Should not a woman's true pride reside in the power of the feeling she inspires? A maid of honour to the queen and wife of Francis I was chaffed about the fickleness of her lover, who, it was said, did not really love her. A little time after, this lover had an illness and reappeared at Court--dumb. Two years later, people showing surprise one day that she still loved him, she turned to him, saying: "Speak." And he spoke.

[1] _The Heart of Midlothian_.

[2] Racine, _Mithridates_, Act IV, Sc. 4. [From the Metrical English version of R. B. Boswell. (Bohn's Standard Library.--Tr.)]

[3] Monarchy without charter and without chambers.

[4] Ah! when you are returned to the world of the living, give me a passing thought. I am la Pia. Sienna gave me life, death took me in our fens. He who, wedding me, gave me his ring, knows my story.

[5] I always come back from Miss Cornel's full of admiration and profound views on the passions laid bare. Her very imperious way of giving orders to her servants has nothing of despotism in it: she merely sees with precision and rapidity what has to be done.

Incensed against me at the beginning of the visit, she thinks no more about it at the end. She tells me in detail of the economy of her passion for Mortimer. "I prefer seeing him in company than alone with me." A woman of the greatest genius could do no better, for she has the courage to be perfectly natural and is unhampered by any theory. "I'm happier an actress than the wife of a peer."--A great soul whose friendship I must keep for my enlightenment.

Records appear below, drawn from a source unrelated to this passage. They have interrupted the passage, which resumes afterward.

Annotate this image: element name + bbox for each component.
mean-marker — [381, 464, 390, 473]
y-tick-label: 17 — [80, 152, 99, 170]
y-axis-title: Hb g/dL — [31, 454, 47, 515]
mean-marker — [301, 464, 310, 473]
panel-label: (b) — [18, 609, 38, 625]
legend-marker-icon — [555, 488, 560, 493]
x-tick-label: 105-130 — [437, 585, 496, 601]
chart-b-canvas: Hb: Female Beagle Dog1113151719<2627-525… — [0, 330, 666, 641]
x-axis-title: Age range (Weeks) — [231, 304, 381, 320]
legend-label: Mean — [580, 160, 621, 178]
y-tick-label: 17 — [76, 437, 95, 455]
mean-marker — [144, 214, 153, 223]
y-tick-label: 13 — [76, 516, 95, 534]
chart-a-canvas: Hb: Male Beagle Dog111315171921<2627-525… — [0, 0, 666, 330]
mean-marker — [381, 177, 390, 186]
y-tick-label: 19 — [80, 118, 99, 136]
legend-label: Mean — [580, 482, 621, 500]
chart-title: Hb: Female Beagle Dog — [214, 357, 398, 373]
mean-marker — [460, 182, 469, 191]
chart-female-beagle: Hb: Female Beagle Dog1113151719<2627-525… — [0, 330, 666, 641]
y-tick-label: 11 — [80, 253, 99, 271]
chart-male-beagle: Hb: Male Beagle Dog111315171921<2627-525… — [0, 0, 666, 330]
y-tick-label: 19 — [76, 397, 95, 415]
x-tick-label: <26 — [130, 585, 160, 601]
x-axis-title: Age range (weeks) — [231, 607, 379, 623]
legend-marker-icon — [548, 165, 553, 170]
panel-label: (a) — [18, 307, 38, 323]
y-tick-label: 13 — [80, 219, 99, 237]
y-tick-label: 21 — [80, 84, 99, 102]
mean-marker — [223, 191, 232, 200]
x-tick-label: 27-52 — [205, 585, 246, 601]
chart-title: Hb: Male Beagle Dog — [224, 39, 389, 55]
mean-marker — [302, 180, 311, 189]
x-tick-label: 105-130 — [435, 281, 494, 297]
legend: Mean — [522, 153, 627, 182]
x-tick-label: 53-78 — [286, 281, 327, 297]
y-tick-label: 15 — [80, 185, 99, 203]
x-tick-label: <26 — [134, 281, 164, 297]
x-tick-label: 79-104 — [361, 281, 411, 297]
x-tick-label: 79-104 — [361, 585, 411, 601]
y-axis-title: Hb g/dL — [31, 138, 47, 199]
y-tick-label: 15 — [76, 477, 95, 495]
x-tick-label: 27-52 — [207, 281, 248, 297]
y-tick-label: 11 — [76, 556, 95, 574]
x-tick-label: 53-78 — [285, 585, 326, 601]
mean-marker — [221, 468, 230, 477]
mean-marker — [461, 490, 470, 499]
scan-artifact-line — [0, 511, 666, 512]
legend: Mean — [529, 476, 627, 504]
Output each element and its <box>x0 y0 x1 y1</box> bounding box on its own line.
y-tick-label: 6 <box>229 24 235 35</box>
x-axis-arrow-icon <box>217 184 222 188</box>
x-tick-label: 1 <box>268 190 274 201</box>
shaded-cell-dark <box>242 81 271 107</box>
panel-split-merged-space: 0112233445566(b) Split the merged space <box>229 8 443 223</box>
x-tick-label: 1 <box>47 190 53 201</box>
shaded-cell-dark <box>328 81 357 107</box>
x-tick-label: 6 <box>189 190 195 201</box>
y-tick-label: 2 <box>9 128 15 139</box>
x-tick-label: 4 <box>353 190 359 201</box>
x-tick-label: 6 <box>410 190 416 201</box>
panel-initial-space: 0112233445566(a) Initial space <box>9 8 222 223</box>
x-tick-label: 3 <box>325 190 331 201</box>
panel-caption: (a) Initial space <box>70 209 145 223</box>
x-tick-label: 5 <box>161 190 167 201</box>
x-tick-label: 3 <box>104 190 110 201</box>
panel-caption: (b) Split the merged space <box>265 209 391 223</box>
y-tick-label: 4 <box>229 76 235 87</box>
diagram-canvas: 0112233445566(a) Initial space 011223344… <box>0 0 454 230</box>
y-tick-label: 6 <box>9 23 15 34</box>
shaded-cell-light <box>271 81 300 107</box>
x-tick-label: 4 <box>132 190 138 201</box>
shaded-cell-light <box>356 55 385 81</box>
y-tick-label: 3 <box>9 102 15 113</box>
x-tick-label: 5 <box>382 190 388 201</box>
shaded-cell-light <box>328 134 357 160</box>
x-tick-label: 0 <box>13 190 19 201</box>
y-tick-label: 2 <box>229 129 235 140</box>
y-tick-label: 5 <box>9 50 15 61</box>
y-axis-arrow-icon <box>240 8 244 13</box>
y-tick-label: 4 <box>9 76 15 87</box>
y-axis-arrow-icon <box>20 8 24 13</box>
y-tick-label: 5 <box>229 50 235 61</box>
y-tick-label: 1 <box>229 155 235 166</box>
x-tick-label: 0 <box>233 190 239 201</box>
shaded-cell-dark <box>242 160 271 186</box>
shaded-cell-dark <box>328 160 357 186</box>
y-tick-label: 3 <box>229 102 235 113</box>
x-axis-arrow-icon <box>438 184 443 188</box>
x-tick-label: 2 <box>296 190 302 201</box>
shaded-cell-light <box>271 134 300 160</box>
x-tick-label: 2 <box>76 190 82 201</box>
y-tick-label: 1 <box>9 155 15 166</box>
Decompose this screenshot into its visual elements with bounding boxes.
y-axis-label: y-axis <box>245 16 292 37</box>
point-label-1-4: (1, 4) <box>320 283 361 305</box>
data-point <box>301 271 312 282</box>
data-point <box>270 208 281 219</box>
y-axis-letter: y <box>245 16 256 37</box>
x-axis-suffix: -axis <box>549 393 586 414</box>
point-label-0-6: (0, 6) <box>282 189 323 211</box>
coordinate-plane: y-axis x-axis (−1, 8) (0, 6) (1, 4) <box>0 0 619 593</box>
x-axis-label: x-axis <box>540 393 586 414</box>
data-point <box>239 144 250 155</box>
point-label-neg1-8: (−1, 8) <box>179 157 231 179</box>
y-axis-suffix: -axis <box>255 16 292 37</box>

[6] Loftiness and courage in small matters, but a passionate care for these small matters.--The vehemence of the choleric temperament.--His behaviour towards Madame de Monaco (Saint-Simon, V. 383) and adventure under the bed of Madame de Montespan while the king was there.--Without the care for small matters, this character would remain invisible to the eye of women.

[7] When Minna Troil heard a tale of woe or of romance, it was then her blood rushed to her cheeks and showed plainly how warm it beat, notwithstanding the generally serious, composed and retiring disposition which her countenance and demeanour seemed to exhibit. (_The Pirate_, Chap. III.)

Souls like Minna Troil, in whose judgment ordinary circumstances are not worth emotion, by ordinary people are thought cold.